Yellowstone County, Montana 1870-1888

Yellowstone County, organized out of Gallatin and Custer in 1883, comprised a part if not all of the former Crow reservation.

The county town, Billings, was founded in 1882, and had a rapid growth. It contained 400 building’s in 1883, among which were a brick church of good size, a bank building, several wholesale merchandise establishments, three hotels, a commodious schoolhouse, the roundhouse and shops of the Northern Pacific railroad, at the terminus of the Yellowstone division, and three newspapers, one a daily.

This phenomenal growth, seldom seen except in mining towns, might have quickly disappeared were it not that the country surrounding Billings was of the greatest fertility, with an irrigating ditch nearly forty miles in length, which supplied water to 100,000 acres in the Clarke fork bottoms; besides which the mining districts of Clarke fork, Barker, and Maginnes were tributary.

Coalmines also existed in the immediate neighborhood of Billings, distant thirty miles. The whole country within a radius of 100 miles was tributary to this little metropolis.

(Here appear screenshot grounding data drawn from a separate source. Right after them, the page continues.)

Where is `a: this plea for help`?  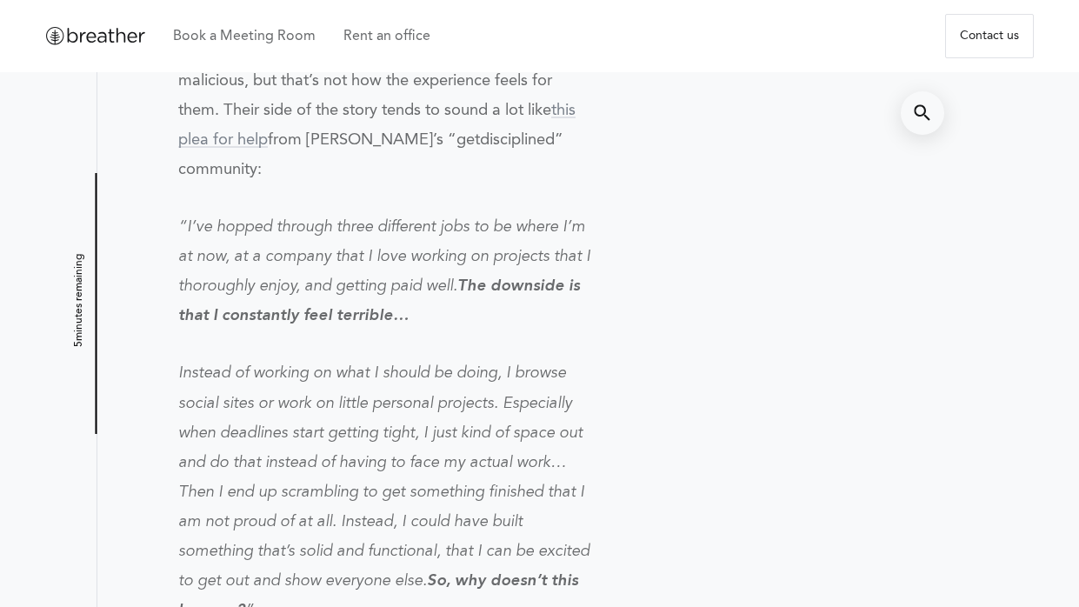
a: this plea for help is located at coordinates (376, 125).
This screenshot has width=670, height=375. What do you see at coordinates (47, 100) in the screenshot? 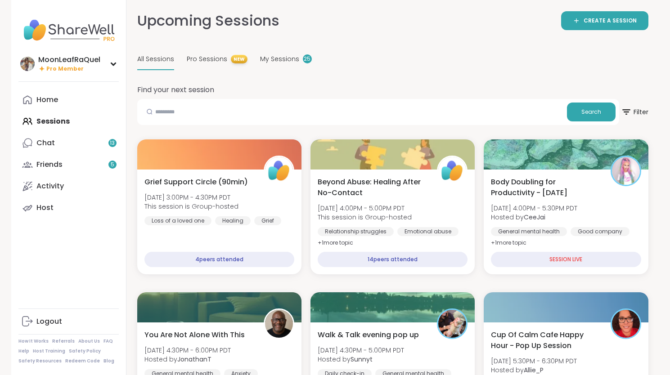
I see `div: Home` at bounding box center [47, 100].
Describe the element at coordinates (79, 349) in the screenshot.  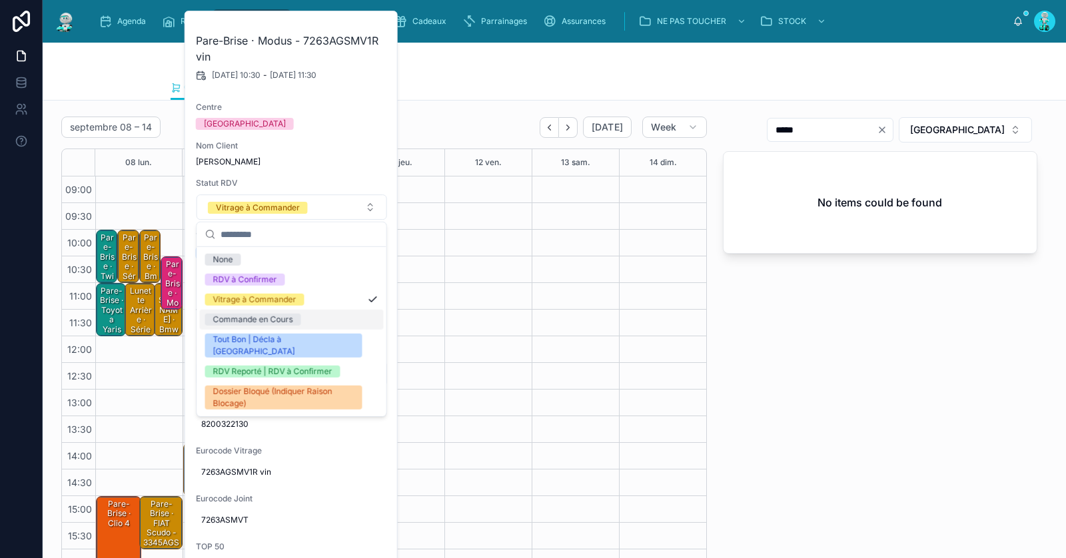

It was one of the two principal shipping points for cattle sold to eastern dealers. In the autumn of 1882, 16,000 head were loaded on cars to be taken to Chicago, in 1883, 20,000, and in 1884 nearly 35,000. There was abundant waterpower in the Yellowstone to supply unlimited manufactories.

A wool market was early established, and in May 1883 a shipment was made of 60,000 pounds of silver bullion from the Barker district. The early towns and settlements of Yellowstone County were few, owing to its occupation by the Crows. They were Carlton, Huntley, Junction, Merrill, Park City, Rapids, and Stillwater.


Topics:
History,

Collection:
Bancroft, Hubert H. Bancroft Works, Volume 31, History Of Washington, Idaho, and Montana, 1845-1889. San Francisco: The History Company. 1890.

Leave a Comment

This site uses Akismet to reduce spam. Learn how your comment data is processed.